I feel like the occupy protest started out as something noble, now it seems like just an excuse to make waves without really having a set goal. I met quite a few Occupiers during the NATO protest and of the ones I talked, a lot of them didn't even know what they were protesting. They were there because they didn't agree with the establishment or the 1% but then they go around stealing from the nearby houses and causing trouble. They're doing more harm to their "cause" than good, in my humble opinion.
Yeah, I agree with this whole-heartedly. In October of last year in DC, old "hippies" and others in tie-dye apparel were waiting to get arrested as if it were a vacation. There were sign up booths for "what an arrest is like" and some people even went on vacation from Hawaii to show their "support". For what, old people cred??? When the night ended and the city decided to renew their permit, it lost all the steam of enthusiasm.
In Durham, NC, the occupy movement was so sparse it looked like a ghost town. Only young children with their parents were there to gawk, as if the thing was a sideshow clown act.
In Athens, GA, the occupy movement was basically idealistic college law students moderated by their teachers in an exercise in "democracy". They even really got into having the handsignals and started to wean out people whose opinions were esoteric and forehead-slappingly idiotic. Sounds like business as usual, right?
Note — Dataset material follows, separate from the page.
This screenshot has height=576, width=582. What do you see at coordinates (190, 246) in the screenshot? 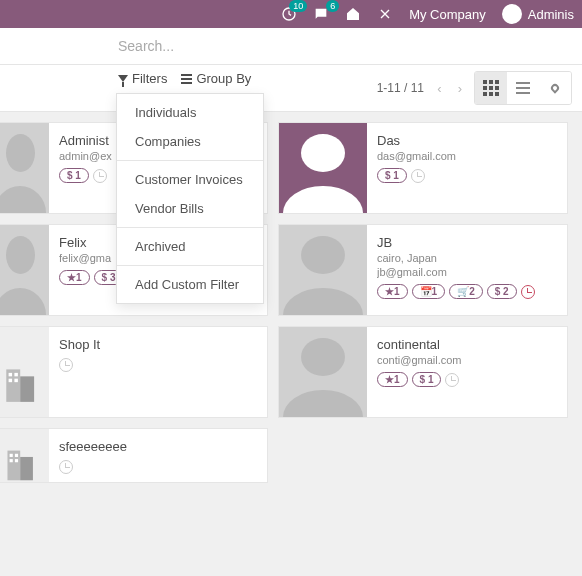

Come winter, they took down their tents in Athens (though they were slashed by haters) and it was invaded by homeless people who robbed the donations (stupidly left unattended...).
I started to feel it was on the wane and wouldn't last beyond the winter. Sure enough, once the students came back, it was harder to have a protest without the weather being nice.
The only real lasting change I saw from Occupy was that Bank of America took down an innocuous fee, which probably was just to weather out the ill will by the then-recent bank bailouts.
(As a side note, we contributed some money to help out the Occupiers in D.C., buying some "cheap cups for coffee." When we came back after driving to Dupont Circle and back, the woman looked at me as if I committed some heinous crime. "Styrofoam cups?!" she scoffed, "I hope no one burns their hands." Enough said.)